Germany still gets more than a third of its energy from burning coal, and most of it is ultra-polluting lignite or ‘‘brown’’ coal.

If most of Germany’s 17 nuclear power stations had not been shut down after 2012 – the last are scheduled to close within two years – then at least half that coal would not have been needed.

There has been an active anti-nuclear power movement in Germany for some time, but what triggered the 2012 decision to shut the entire sector down was the Fukushima incident of the previous year.

I am deliberate­ly avoiding the words calamity, disaster and catastroph­e, because while the Fukushima tsunami killed 19,000 people, the subsequent problem with the four nuclear reactors on the coast killed nobody. Yet the German people, or at least a large number of German anti-nuclear activists, insisted that any nuclear reactor anywhere was a mortal danger, and the government agreed to shut down all Germany’s nuclear plants.

The same thing happened in Japan. The Japanese planners were foolish to put four reactors on the coast in a region where earthquake­s and consequent tsunamis were to be expected from time to time, but what needs to be condemned is Japanese planners, not nuclear power. Neverthele­ss, all 50 Japanese nuclear reactors, which supplied 30 per cent of the country’s electricit­y, were immediatel­y shut down.

The Japanese are not as blindly dogmatic as the Germans. Two of those nuclear plants reopened in 2015, and seven more reopened recently. A further 17 are in the lengthy process of restart approval, so by 2030 the Japanese government hopes to be getting 20 per cent of its electricit­y from nuclear power again.

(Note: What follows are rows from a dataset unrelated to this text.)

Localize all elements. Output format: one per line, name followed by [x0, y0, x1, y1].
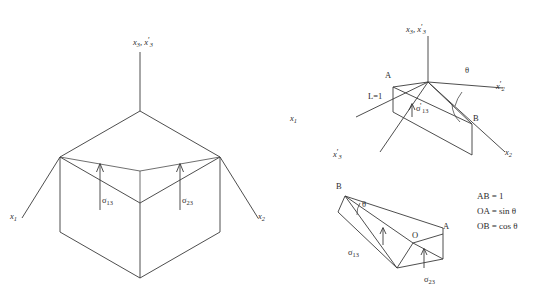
tetra-axis-label-x2: x2: [505, 148, 512, 157]
equation-line-ob: OB = cos θ: [477, 220, 518, 233]
wedge-point-label-O: O: [412, 231, 418, 240]
cube-sigma13-label: σ13: [102, 196, 113, 205]
cube-inner-edges: [60, 157, 220, 203]
tetra-axis-label-x3prime: x'3: [333, 150, 342, 159]
figure-canvas: x3, x'3 x1 x2 σ13 σ23 x3, x'3 A B θ L=1 …: [0, 0, 555, 305]
tetra-point-label-A: A: [385, 71, 391, 80]
tetra-axis-label-x3-x3prime: x3, x'3: [406, 25, 426, 34]
tetra-theta-label: θ: [465, 66, 469, 75]
tetra-sigma13prime-label: σ'13: [416, 104, 428, 113]
tetra-plane: [393, 82, 472, 155]
tetra-axis-label-x2prime: x'2: [496, 82, 505, 91]
tetra-axis-label-x1: x1: [290, 114, 297, 123]
cube-axis-label-x2: x2: [258, 212, 265, 221]
wedge-sigma13-label: σ13: [348, 248, 359, 257]
cube-axis-label-x1: x1: [10, 212, 17, 221]
tetra-length-label: L=1: [368, 92, 382, 101]
equation-line-oa: OA = sin θ: [477, 205, 516, 218]
cube-axis-label-x3: x3, x'3: [133, 38, 153, 47]
wedge-sigma23-arrow: [421, 249, 427, 269]
wedge-sigma23-label: σ23: [424, 275, 435, 284]
tetra-sigma13-arrow: [409, 104, 415, 118]
wedge-theta-label: θ: [362, 200, 366, 209]
wedge-sigma13-arrow: [380, 228, 386, 246]
tetra-theta-arc-b: [452, 104, 460, 122]
tetra-theta-arc: [455, 92, 462, 106]
figure-vector-layer: [0, 0, 555, 305]
wedge-point-label-A: A: [443, 222, 449, 231]
tetra-point-label-B: B: [473, 114, 479, 123]
equation-line-ab: AB = 1: [477, 190, 504, 203]
cube-sigma23-label: σ23: [182, 196, 193, 205]
wedge-point-label-B: B: [336, 182, 342, 191]
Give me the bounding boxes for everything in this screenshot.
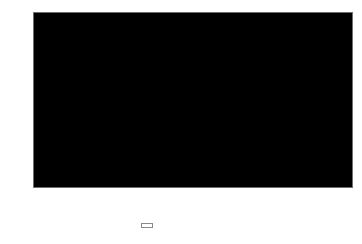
x-axis-tick-labels [0,0,362,244]
chart-legend [141,223,153,228]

But that’s only half the amount of nuclear power that Japan originally planned to have available by 2030, and the gap between 20 per cent and the planned 40 per cent of the country’s energy needs will be made up by burning coal. Japan recently announced that it plans to build 22 new coal-burning power plants in the next five years.

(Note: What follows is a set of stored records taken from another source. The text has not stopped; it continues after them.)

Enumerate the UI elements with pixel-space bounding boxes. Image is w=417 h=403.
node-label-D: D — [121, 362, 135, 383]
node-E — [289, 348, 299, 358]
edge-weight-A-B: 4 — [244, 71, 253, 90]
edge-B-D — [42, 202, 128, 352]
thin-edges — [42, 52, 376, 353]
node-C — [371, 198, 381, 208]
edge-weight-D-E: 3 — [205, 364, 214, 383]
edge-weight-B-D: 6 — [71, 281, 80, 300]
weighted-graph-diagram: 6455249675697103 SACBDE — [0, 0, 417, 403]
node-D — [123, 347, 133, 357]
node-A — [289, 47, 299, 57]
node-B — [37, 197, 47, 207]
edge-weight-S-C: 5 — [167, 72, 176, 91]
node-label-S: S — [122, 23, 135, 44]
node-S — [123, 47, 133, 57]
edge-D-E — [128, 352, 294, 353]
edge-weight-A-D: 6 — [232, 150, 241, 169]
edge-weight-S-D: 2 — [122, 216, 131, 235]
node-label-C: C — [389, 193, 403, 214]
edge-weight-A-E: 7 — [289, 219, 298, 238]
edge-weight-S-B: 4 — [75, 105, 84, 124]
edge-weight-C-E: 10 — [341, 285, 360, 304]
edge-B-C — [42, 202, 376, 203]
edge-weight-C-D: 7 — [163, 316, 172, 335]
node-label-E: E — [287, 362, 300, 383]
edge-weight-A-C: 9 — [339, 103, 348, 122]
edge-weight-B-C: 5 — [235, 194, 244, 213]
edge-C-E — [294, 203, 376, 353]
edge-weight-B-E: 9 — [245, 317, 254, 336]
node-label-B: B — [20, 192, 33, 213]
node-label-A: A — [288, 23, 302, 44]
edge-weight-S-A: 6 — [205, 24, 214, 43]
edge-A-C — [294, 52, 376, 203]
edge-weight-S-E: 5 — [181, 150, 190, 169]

This is not to say that nuclear power is the solution to all our problems, or even most of them. It is generally the most expensive option, because it is costs so much to build the reactors and the associated controls and safety devices. Indeed, nuclear is no longer costcompet­itive with other ‘‘clean’’ sources of power such as wind and solar.

So there is a case for not building any more nuclear power stations, at least in regions and countries that have ample sun and wind. But there is no case for shutting down existing nuclear stations and burning more coal to make up the difference. That is so stupid it verges on the criminal.

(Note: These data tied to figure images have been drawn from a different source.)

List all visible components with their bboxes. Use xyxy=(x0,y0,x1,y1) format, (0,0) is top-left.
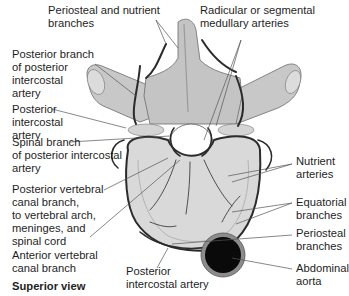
label-spinal-branch: Spinal branch of posterior intercostal a… xyxy=(12,136,122,175)
label-anterior-vertebral-canal-branch: Anterior vertebral canal branch xyxy=(12,249,98,275)
view-caption: Superior view xyxy=(12,280,85,293)
vertebra-arterial-supply-diagram: Periosteal and nutrient branches Radicul… xyxy=(0,0,349,296)
spinous-process-and-laminae xyxy=(144,19,242,124)
label-equatorial-branches: Equatorial branches xyxy=(296,196,346,222)
label-posterior-vertebral-canal-branch: Posterior vertebral canal branch, to ver… xyxy=(12,183,103,248)
label-periosteal-nutrient-branches: Periosteal and nutrient branches xyxy=(48,4,160,30)
label-posterior-intercostal-artery-lower: Posterior intercostal artery xyxy=(126,265,209,291)
label-radicular-arteries: Radicular or segmental medullary arterie… xyxy=(200,4,315,30)
label-abdominal-aorta: Abdominal aorta xyxy=(296,262,349,288)
label-periosteal-branches: Periosteal branches xyxy=(296,227,346,253)
label-nutrient-arteries: Nutrient arteries xyxy=(296,155,335,181)
label-posterior-branch: Posterior branch of posterior intercosta… xyxy=(12,48,94,100)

Other countries can be idiotic, too. Due to an administra­tive glitch, Chinese provinces are building hundreds of unnecessar­y coal-fired power stations that may never be used, since the central government expects the country’s coal use to peak this year – and most existing Chinese coal-fired plants already sit idle more than half of the time.

But nobody is as crazy as the Germans and the Japanese, who have been shutting down nuclear plants and replacing them with coal-fired plants. France will close its last coal-fired station in 2022, and Britain will do the same in 2025, but Germany says 2038, and Japan just says ‘‘eventually’’. That’s far too late. By then, the die will be cast and the world will be committed to more than 2 degrees C of warming.

 ?? GETTY IMAGES ?? Germany and Japan have been shutting down nuclear power plants and replacing them with coal-fired plants, which is bad news for Earth’s climate.
GETTY IMAGES Germany and Japan have been shutting down nuclear power plants and replacing them with coal-fired plants, which is bad news for Earth’s climate.